I'm wondering how much longer I can go before I get cut off.


...more so for the people who collect user's personal data. Funny, I haven't had that many telemarkerters since FB. Yes, we are all that much more connected (whatever that means; I don't use FB at all so I wouldn't know), but there must be a better way than to dump our personal lives into servers 'out there'. I hope 'profoundly changed' means that it has taught some of us to think twice before we give out our personal data. Startups around FB have benefited from its existence, so I should balance my comments with some positives. A debatable issue that will surely continue...


I have no problem with Facebook or how they monetize their business but I know the average user aren't aware of it and they should be.

What I also I hope is that algorithms get better so it can know how a photo, video or post should be shared so the user won't have to think about it.


Prediction: Lyons will soon start a "Fake Mark" account.


The best way to deal with this new 'release' is to just ignore it. Can't believe the amount of attention this has garnered. We all need to wake up.


Is this funny? Seems a bit pointless to me, but maybe no more so than any of the other schlock people are writing about FB these days.


Yes, it is. The blog seems to be The Onion of the tech world.


You are discrediting The Onion. They have eerily posted articles that have later come to fruition.


It's by the guy who used to do the Fake Steve Jobs.


and that url is huge


"Facebook helps you connect and share with the people in your life."

No thanks.


Even though sarcastic and well-played this is just more hype. It should not be encouraged.


If this keeps happening, you'll start asking someone about their early life and they'll just suggest you add them on Facebook and read about it yourself.

I had a similar experience talking to a friend who had just started blogging. We hit a discussion point he had apparently already covered and if I just read it instead of talking...

Facebook should just be there to remind you of people's birthdays, but it doesn't really do that very well either.

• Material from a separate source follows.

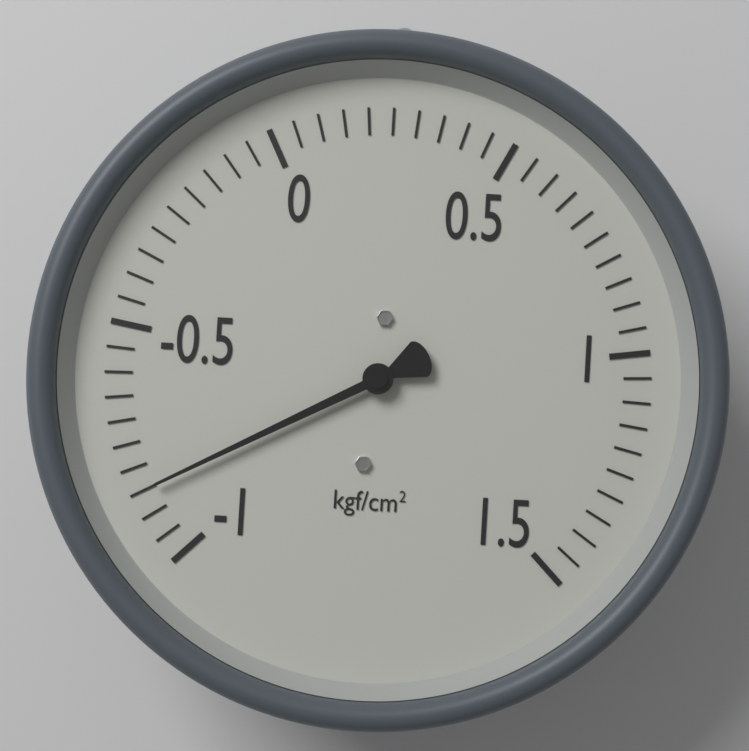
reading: -0.85 kgf/cm²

is this guy tripping or what? facebook extended a few features (eg. not just liking, but reading and eating and whatever) and introduced timeline, which is gonna be quite creepy for all those very active facebookers out there. seriously, what's the big deal?

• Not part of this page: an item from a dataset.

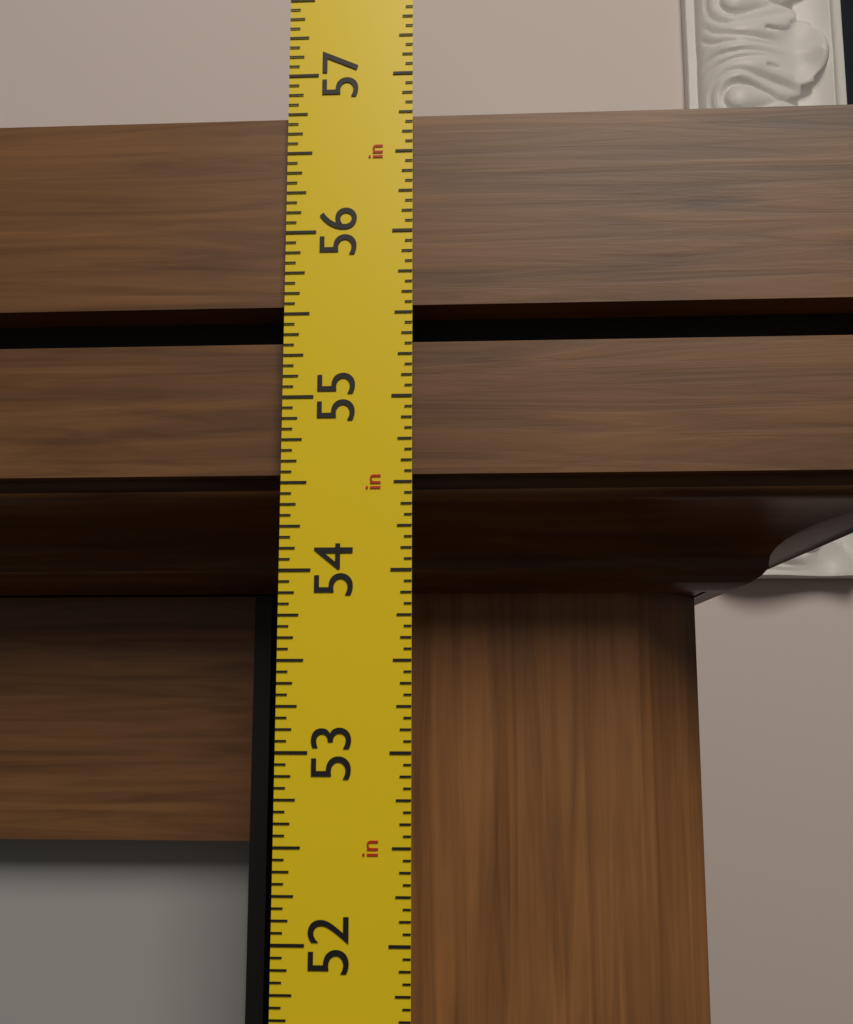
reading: 56.7500 in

If I'm not mistaken, the linked article employs the rhetorical device known as sarcasm.

The point being that Timeline is not, in fact, a world-changing feature.


dang, you're right


Did you even read the whole article? It has a sarcastic tone.


And fairly well done, as the first few paragraphs have you thinking he's being straight.


"All of life has been utterly, profoundly changed thanks to Facebook..."

Ummmm...not mine. I use it sometimes but total posts under a dozen. Google knows way more than FB about me but that's changing little by little.